Tuesday, November 24, 2020

Toothpaste and chain waxing

 Toothpaste ran out last night. Opened new tube this morning. Squeezed. Nothing but air came out.  Squeezed again.  More air. Squeezed the bottom inch and eventually - behold! - some toothpaste emerged.

Thought for a moment. How come?  Extracted old tube from bathroom bin. Examined carefully. Old tube stated "Net 120gm".  New tube stated "Net 90gm."

How GlaxoSmitheKline saves itself 25%, the sneaky tricksters

Thus is inflation disguised from the inattentive purchaser, since the two tubes are the same length and almost the same diameter.

In happier news, I found a motorcar wheel hubcap at the side of the road and being an invertebrate (sic.) collector of junk - like a hermit crab -  gathered it up and repurposed it as a chain waxer. 

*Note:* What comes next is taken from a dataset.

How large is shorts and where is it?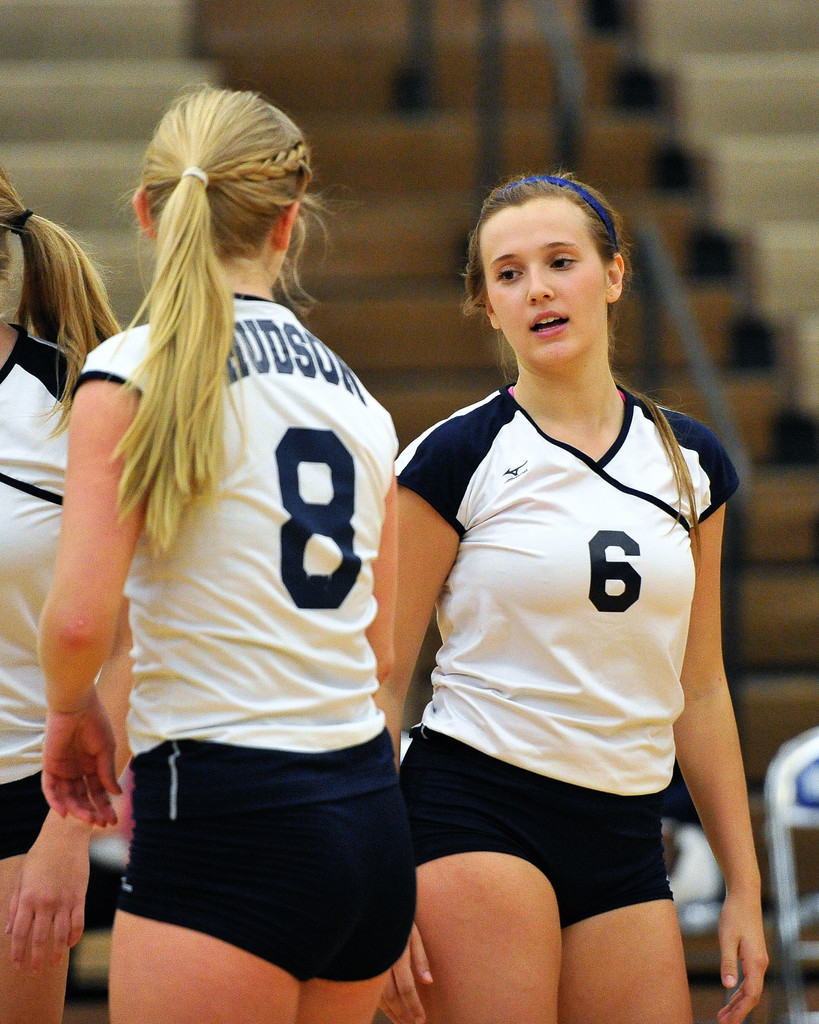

Domed hub cap, nice for swilling around

The advantage over the saucepan I previously used is that it's like a miniature wok and you can swill the chain around, and therefore don't need to use as much wax. - For those who aren't avid chain-waxers, the technique is to bend a spoke to hook through one of the links so you don't scald any fingers. You melt ordinary paraffin candle-wax in the pan and deep-fry the chain for a moment.  Hoiking the chain out of a normal saucepan is awkward, the sides of the pan being vertical and the volume of wax being large and a coiled up 120-inch recumbent's bicycle chain being mostly two-dimensional and irritatingly flappy.  The newly-fried chain is dumped onto a piece of hardboard from which the excess wax will later be scraped back into the pan for the next time, and then the chain is stretched out onto the shed floor so when it cools it is long and straight and stiff, rather like any other long and straight and stiff item that may spring involuntarily to mind. This stiffness makes it easier to thread through the rear mech's idler wheels and the plastic tubes we all use on to corral long recumbent-chains.

The advantage of chain waxing was again brought home to me the other day when I adjusted the Rain Bike's chain, which is the only chain I oil rather than wax. The Rain Bike is a hack bike - old and largely unmaintained - I have written of it elsewhere on this blog.  Despite a low mileage it had stretched by an eighth of an inch over twelve inches.  Road dust sticks to an oiled chain the oil conducts it inside the links  where it acts as an abrasive. Wax doesn't flow, nor does road dust stick to it. My other bikes have far higher mileages and still no chain wear. Ye of little faith who aren't yet converts to chain-waxing need to be a mustard seed. Or something.